As more and more Europeans flooded North America, US and Canadian governments instituted policies to force Natives onto reservations and to encourage them to become assimilated into the majority culture.
This also changed their spiritual traditions and when, in 1882, the U.S. Federal Government began to work towards banning Native American Religious Rights, which impacted their ceremonies. At that time, U.S. Interior Secretary Henry M. Teller, ordered an end to all “heathenish dances and ceremonies” on reservations due to their “great hindrance to civilization.” This was further supported the following year by Hiram Price, Commissioner of Indian Affairs, when his 1883 report stated:
“…there is no good reason why an Indian should be permitted to indulge in practices which are alike repugnant to common decency and morality; and the preservation of good order on the reservations demands that some active measures should be taken to discourage and, if possible, put a stop to the demoralizing influence of heathenish rites.”
These attempts to suppress the traditions of Native Americans eventually led to theMassacre at Wounded Knee on December 29, 1890, when the government attempted to stop the practice of the “Ghost Dance,” a far reaching movement that prophesied a peaceful end to white American expansion and preached goals of clean living, an honest life, and cross-cultural cooperation by Native Americans.

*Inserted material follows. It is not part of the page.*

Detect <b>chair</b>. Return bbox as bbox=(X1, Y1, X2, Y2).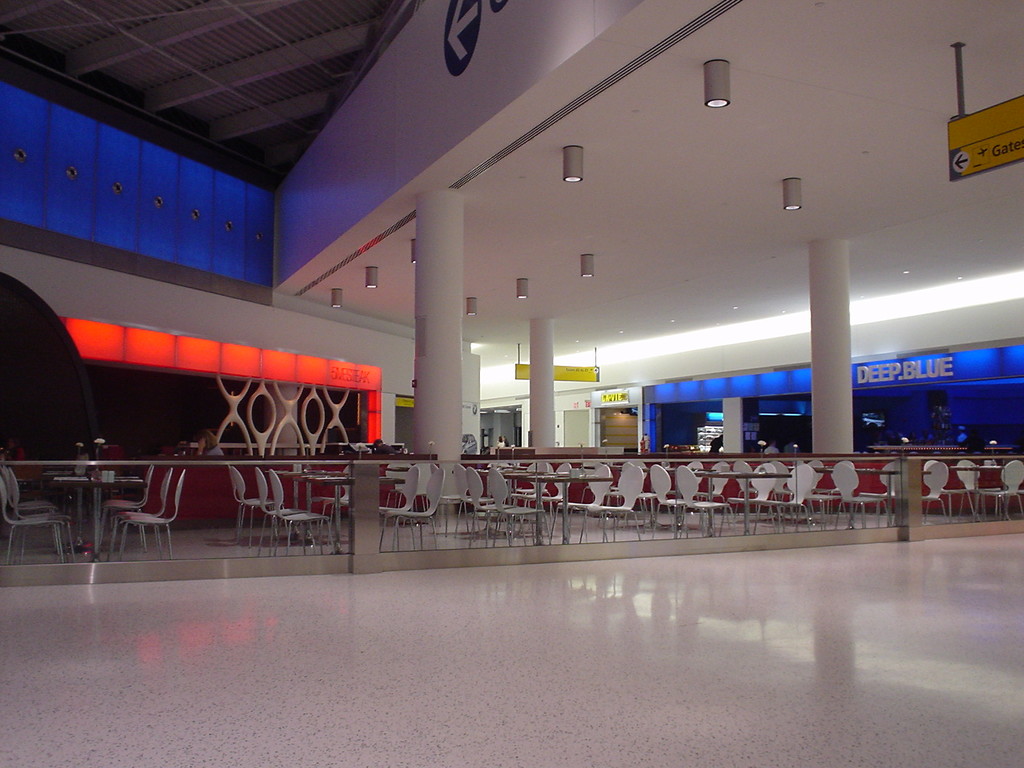
bbox=(768, 464, 793, 521).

When the Seventh U.S. Calvary, was sent into the Lakota Sioux’s Pine Ridge and Rosebud Reservations to stop thedance and arrest the participants, approximately 150 Native American men, women, and children were killed.
Though some traditions were lost along the way, many others survived despite the ban, and various tribes continue to follow many spiritual traditions. Some Native Americans have been devout Christians for generations, and their practices today combine their traditional customs with Christian elements. Other tribes, particularly in the Southwest, have retained their aboriginal traditions, mostly intact.